On September 18, 2006, two weeks after Nina disappeared, Hans met Artem Mishim at a custody hearing for Hans’ children. The county had taken the children. Hans knew Artem from the judo academy where he took classes and Artem had agreed to be a character witness.

“How’s it going, Scott?” Artem said. He was making a joke, referring to Scott Peterson. After court they left together, driving a strange path through Berkeley, avoiding the highway and major streets, then stopping for dinner on Solano Avenue. Following dinner they looked beneath the car, as if they were worried someone had placed a tracking device. At the end of the evening Artem dropped Hans in Berkeley and Hans walked four blocks to the Honda CRX, which he’d left hidden on a side street. It took him thirty minutes to walk to the car, even though it was five minutes away. He walked around the block, past the car, then doubled back before climbing inside. He drove to the bottom of Shepherd’s Canyon, parked the car near the highway where his mother or the police were unlikely to find it, and sprinted up the hill toward his home.

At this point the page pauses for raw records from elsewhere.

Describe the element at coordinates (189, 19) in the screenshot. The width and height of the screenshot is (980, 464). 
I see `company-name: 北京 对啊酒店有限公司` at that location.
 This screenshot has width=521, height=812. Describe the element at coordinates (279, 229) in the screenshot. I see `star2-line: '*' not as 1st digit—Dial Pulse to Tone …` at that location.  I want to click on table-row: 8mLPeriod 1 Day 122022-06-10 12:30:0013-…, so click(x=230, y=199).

The police had been following Hans the entire day, using at least a dozen vehicles and a fixed-wing plane with glass sides and gyroscope-mounted binoculars. They wanted the CRX, which they thought held the key to unlocking the mystery behind Nina’s disappearance. But the car posed more questions than it answered. The CRX had been thoroughly scrubbed, the floors soaked, the compartments holding an inch of standing water. The passenger seat was missing along with whatever it did or didn’t contain. Hans was hiding something, but they were moving farther away from finding it.

“Where did he put the seat?” I ask Du Bois during recess.

“He threw it in a dumpster,” Du Bois says.

“That doesn’t make any sense,” I say. “It’s one thing to remove a seat, it’s another to throw it away. It wasn’t even his car.”

I ask him about a drawing Cori drew of his father coming down the stairs to the basement where the two children are sleeping, carrying Nina in his arms.

“That’s ridiculous,” Du Bois says. “Why would Hans carry his dead wife into his children’s room?”

“You want us to accept that he’s rational when it comes to carrying his dead wife down the stairs, but irrational when he throws away a perfectly good car seat?”

Du Bois barely acknowledges my comment. “All of that will come out in the trial.” This is a hallmark of the case, Du Bois promising some exciting new detail in the coming days that will prove his client’s innocence, and then failing to deliver. A TV producer asks Judge Goodman if the case is likely to stretch into a fourth month and he says no. “I don’t think the defense has much of a case.” He means the defense isn’t going to call many witnesses, but the subtext is obvious.

I ask Du Bois why the children haven’t seen or heard from their mother. “If she wants to carry this charade out she has to stay away from her children for now.” It occurs to me that Du Bois must know what he’s saying isn’t true. Nina’s dead and he’s aware of that. She’s certainly not in Russia, where her disappearance is front-page news. Why would she work so hard to get American citizenship only to frame Hans with a murder, abandon her children, and go into permanent hiding? She wouldn’t even know Hans was going to be charged with murder. I point this out to some friends. “He’s lying,” I say. “He’s just doing his job,” they reply. Du Bois continues to say everything will be explained in the trial, but I doubt it. I can see how he communicates. The strategy of the defense is to confuse situations. He’s not going to answer questions; he’s going to propose possibilities. The point is not truth. The point of the defense is that there is no truth.